Repairing the breach

Bishop William J. Barber II, founder of Repairers of the Breach, presided over a healing, interfaith service at Greater Grace Temple in Springfield. He said, “When I shared with some people the invitation that had come through clergy to come here to pray and to speak and to stand, I had people contact me and say, ‘Be safe. Don’t go. It’s dangerous.’ No one should be told not to come to an American city because of fear of harm.”

Imam Youssef Elzein offered, “The teaching of Islam tells me that I have to be good to my neighbor, that I have to be good to the Haitian community and to be good to the immigrants, just like I am. I came to this country 40 years ago, and I went through what many of my brothers and sisters in the Haitian community are going through today.”

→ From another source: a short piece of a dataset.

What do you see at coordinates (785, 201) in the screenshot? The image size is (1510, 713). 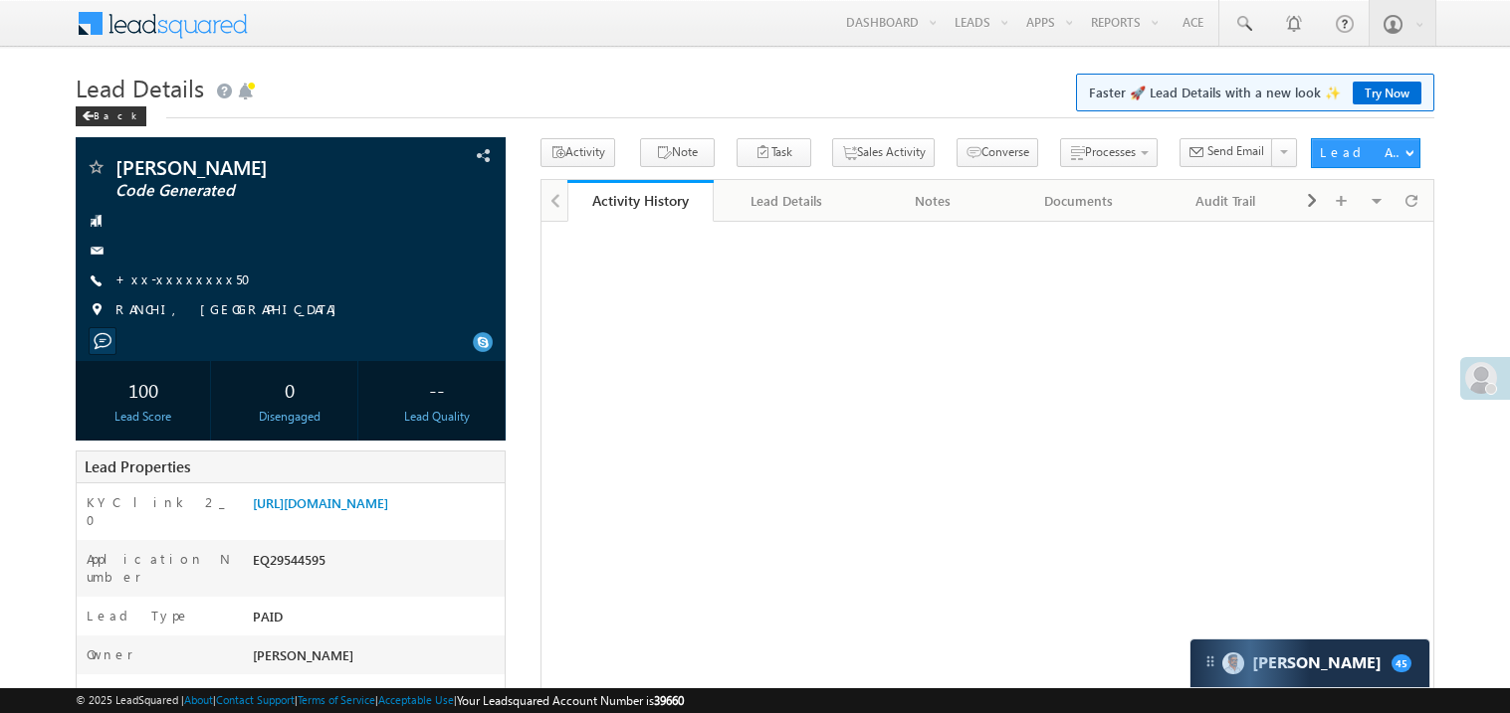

Added Rabbi Karen Bodney-Halasz, of Temple Israel in Dayton, “In the Torah, the five books of Moses, we are commanded to protect, guard and love the stranger no less than 36 times, because this is not simply a suggestion. It is a moral obligation rooted in empathy and shared history.”

Said Barber, “Do not reject God by rejecting your Haitian neighbor. Take your lies, take your foot, take your oppression, take your distortion off the back of our immigrant brothers and sisters. It’s gone on far too long, and we won’t be silent anymore.”